Beautiful girl just got vaccinated thanks to the campaign. Photo Credit: UN Foundation

Earlier this week, I wrote a new piece for Huffington Post. In it, I explored how 99% of the children in Honduras are vaccinated, despite all the odds. Meanwhile here in the United States, we have a vaccination rate of 93%. It is remarkable to me that despite all the science and medicine pointing to the safety and importance of vaccinating our kids, people still choose to opt out. I”m not sure if it’s as much a true fear of what the vaccines might do to their kids or is it this: relying on herd immunity. In other words, if everyone else is vaccinating their kids, then your kid is safe and you can dismiss the vaccines and any apparent risk it might pose to them because other people’s vaccinated kids will keep your kid disease free. I think the recent outbreak of measles in Indiana from 2 unvaccinated kids at the Super Bowl tells us that herd immunity thinking doesn’t work.

Last month, I was lucky enough to attend a Shot@Life conference hosted by the UN Foundation.  If you’re not familiar with the Foundation’s newest campaign, it is themed around this basic idea that all children deserve a chance to reach milestones that we take for granted here in the United States,  like learning to crawl, walk or have a first day of school. But in developing countries, where a child dies every 20 seconds from a preventable disease, mothers never take for granted or assume their children will reach these milestones. A team from the UN Foundation traveled to Honduras last month to learn more about how the country is so effectively immunizing its children and I am excited to offer you this inside glimpse from the UN team about their trip. 

In the meantime, I hope you’ll read my piece, share, or comment.  Every kid deserves a chance to reach their milestones.

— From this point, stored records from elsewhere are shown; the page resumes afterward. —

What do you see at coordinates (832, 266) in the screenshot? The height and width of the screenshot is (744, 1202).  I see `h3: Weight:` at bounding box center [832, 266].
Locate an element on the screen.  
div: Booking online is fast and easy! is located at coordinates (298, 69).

Get over it, Antivaccinationists

You might love being home full-time. You  might judge stay-at-home moms. You might have a family bed, you might think family beds and co-sleeping is a disastrous and idiotic idea. You might be pro-Tiger parenting. You might be anti-Tiger parenting. Hell, you might be pro-swinging, you might be anti-swinging. I will take all of you. Let’s debate.

But if you are anti-vaccinations for kids, then I think you are uneducated, unwilling to listen to reason and totally willing to needlessly put your kid in harm’s way.  Certainly there was a loud thank-you ricocheting across the country when the news finally came out a few weeks ago that all that talk about vaccinations leading to autism proved to be a wasted research investment and not a statistically significant study. Let alone:  True.  Was anyone else wondering why, once again, the media were just sad lemmings, feeding the story, feeding the fear, feeding the hype and never bothering to actively participate in thorough investigative journalism and actually learn the flaws in the research that one with basic statistical understanding would realize?

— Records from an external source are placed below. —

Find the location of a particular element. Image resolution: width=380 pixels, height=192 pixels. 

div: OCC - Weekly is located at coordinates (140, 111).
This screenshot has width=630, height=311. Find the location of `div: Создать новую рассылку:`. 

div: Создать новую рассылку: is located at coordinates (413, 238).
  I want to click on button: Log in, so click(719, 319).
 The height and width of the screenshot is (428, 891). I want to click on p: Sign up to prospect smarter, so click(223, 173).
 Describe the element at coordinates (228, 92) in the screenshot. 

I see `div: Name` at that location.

It was never an issue in our house whether or not we would vaccinate our kids. It was a no brainer. Then when our eldest was almost two, she fell seriously ill, she was hospitalized, and it took the docs many days to determine the cause. As it turned out, she had a bacterial infection in her bloodstream. After the horrible rollercoaster ride of being told her white blood cell count was “not quite leukemia high but go to the ER immediately,” watching them probe her, watching her misery, and listening to the doctors try to determine what to do next, we were so relieved to have her recover. And then the doctor said “Without vaccines, this might have taken her life.”

Since then, I’ve wanted to actually punch in the face anyone who mouths off against childhood vaccinations.

Imagine my pure pleasure when a friend posted the link to the reputable, science-based New England Journal of Medicine piece basically trashing the anti-vaccinationists out there and the fear they spew.

Way to go NEJM:

“We believe that antivaccinationists have done significant harm to the public health. Ultimately, society must recognize that science is not a democracy in which the side with the most votes or the loudest voices gets to decide what is right.”